Review: What Maisie Knew
FILM
WHAT MAISIE KNEW
Cert 12A
Four Stars
Maisie is six years old and already more emotionally mature than her flaky, dysfunctional parents.
Her saucer eyes are wise – and sad – beyond her years. We stumble with her from scene to scene, placed in her shoes, trying to work out exactly what her parents are playing at, and whether this unfamiliar bloke is her new dad.
Directors David Siegel and Scott McGehee avoid the obvious pitfall of pulling too hard on the heart-strings, allowing the compliment of astute performances to do the talking.
Julianne Moore, who plays Maisie’s ageing rock-star mother Susanna, seems to be competing with Nicole Kidman to see who can bag the most roles as drunk, dysfunctional older women (this seems like a sad indictment on the number of interesting roles available for actresses over a certain age). She has an angry, chaotic energy that clashes deliciously with her ex-husband Beale’s unflappable, smarmy facade. Steve Coogan doesn’t have to try too hard as Beale – his character is essentially the same as the fictionalised version of himself he plays in BBC production The Trip, which is no bad thing.
Despite the occasional “wait, really?” moment, Maisie’s world feels plausible; a place in which everyone is bruised but nobody broken.
It isn’t perfect: the fundamental inability of either parent to look after a child in even a rudimentary way sometimes makes the film feel like a public information commercial on family planning, and the burgeoning love interest between Beale’s nanny-come-wife Margo and Susanna’s bar-tender toy-boy Lincoln feels a little too neat.
But this is an adept, heartful little film that is emotionally engaging without a trace of saccharine.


Work item:
Only the stretch of the listing below that runs from the line with "At what (x,y)" through the line with "Locate an element on the screen. Image" is to be printed, exactly and with both ends.

Entries provided Start Marker

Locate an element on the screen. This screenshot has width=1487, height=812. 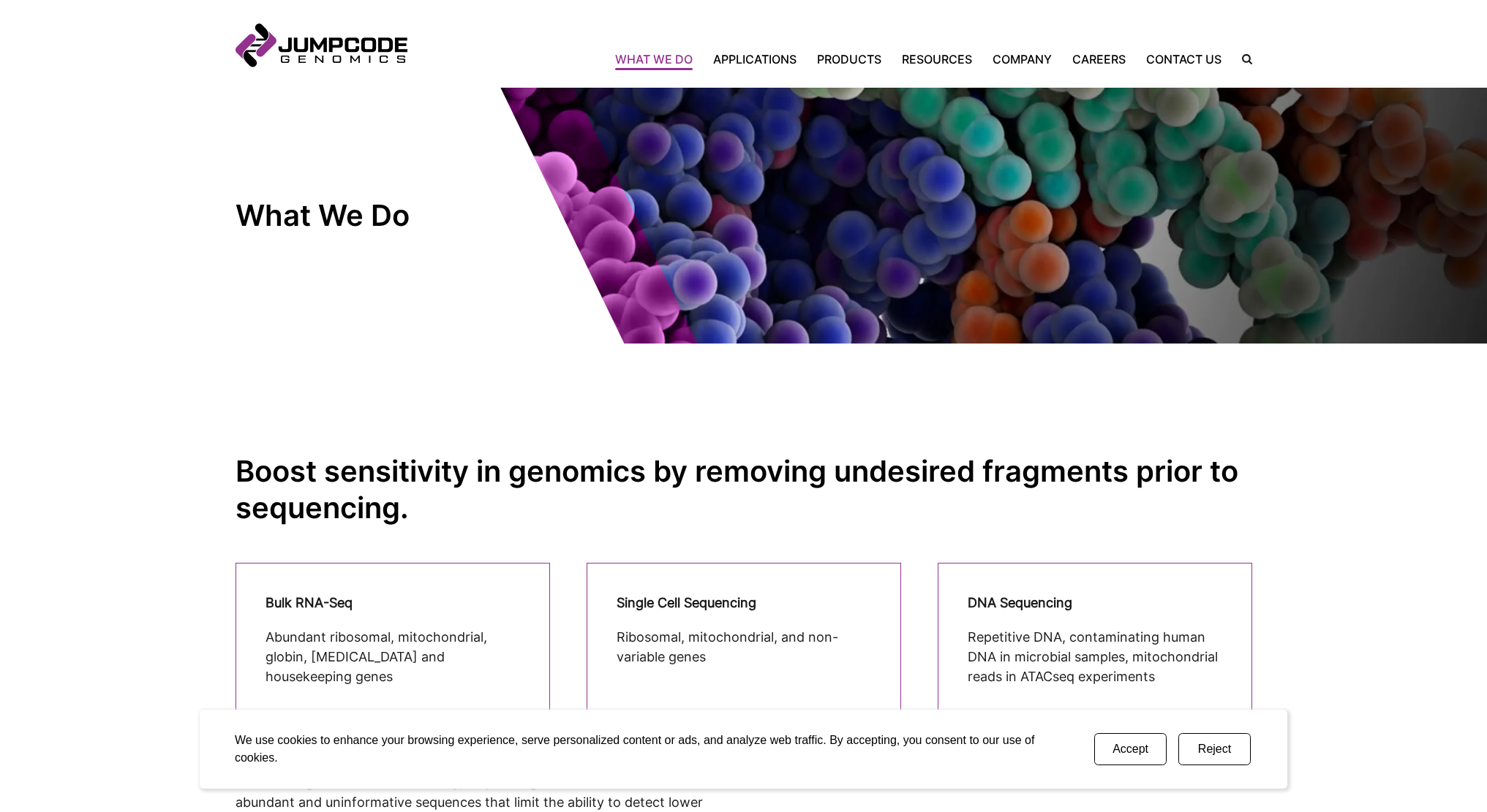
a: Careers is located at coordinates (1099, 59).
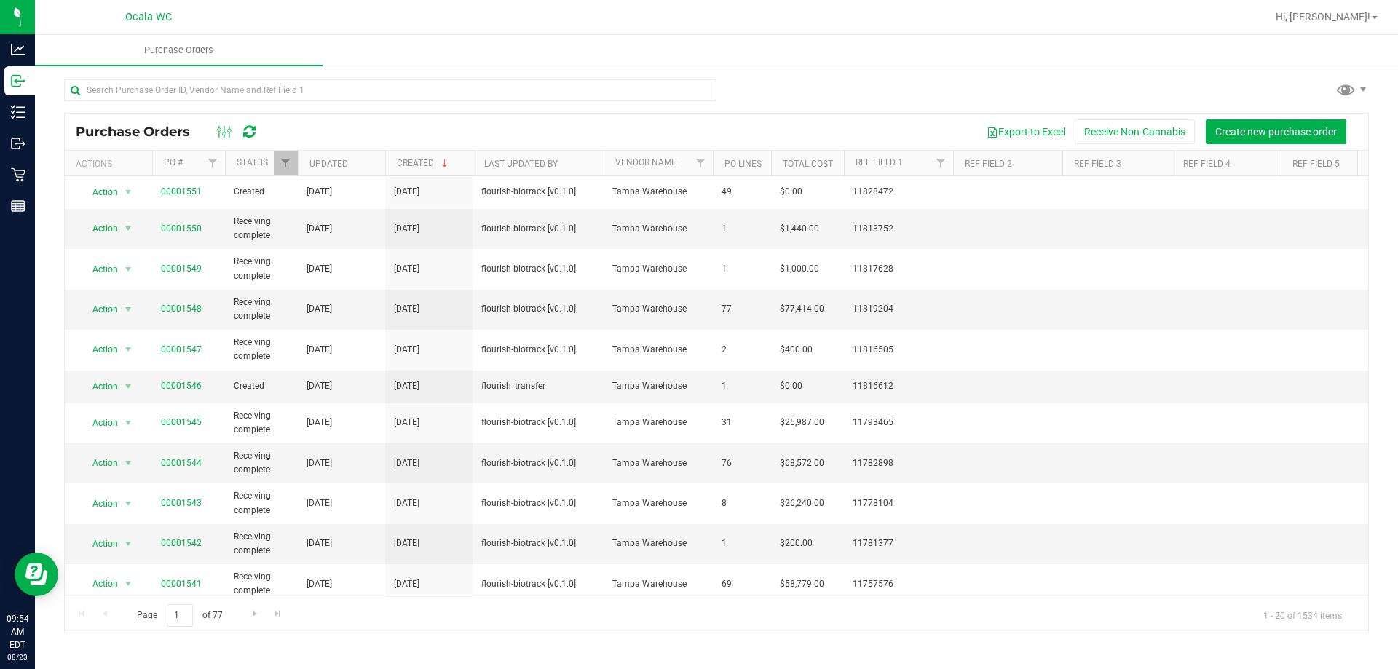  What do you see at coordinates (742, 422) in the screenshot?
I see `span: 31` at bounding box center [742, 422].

Entries provided End Marker
Entries provided Start Marker

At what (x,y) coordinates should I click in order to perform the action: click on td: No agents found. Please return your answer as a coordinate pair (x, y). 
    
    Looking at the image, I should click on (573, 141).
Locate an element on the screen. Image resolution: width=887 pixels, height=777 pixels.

Entries provided End Marker
Entries provided Start Marker

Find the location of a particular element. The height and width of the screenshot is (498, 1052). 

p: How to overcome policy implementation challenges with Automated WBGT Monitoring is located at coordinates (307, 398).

Entries provided End Marker

Reply to the exercise:
At what (x,y) coordinates should I click in order to perform the action: click on td: No agents found. Please return your answer as a coordinate pair (x, y). 
    
    Looking at the image, I should click on (573, 141).
Locate an element on the screen. Image resolution: width=887 pixels, height=777 pixels.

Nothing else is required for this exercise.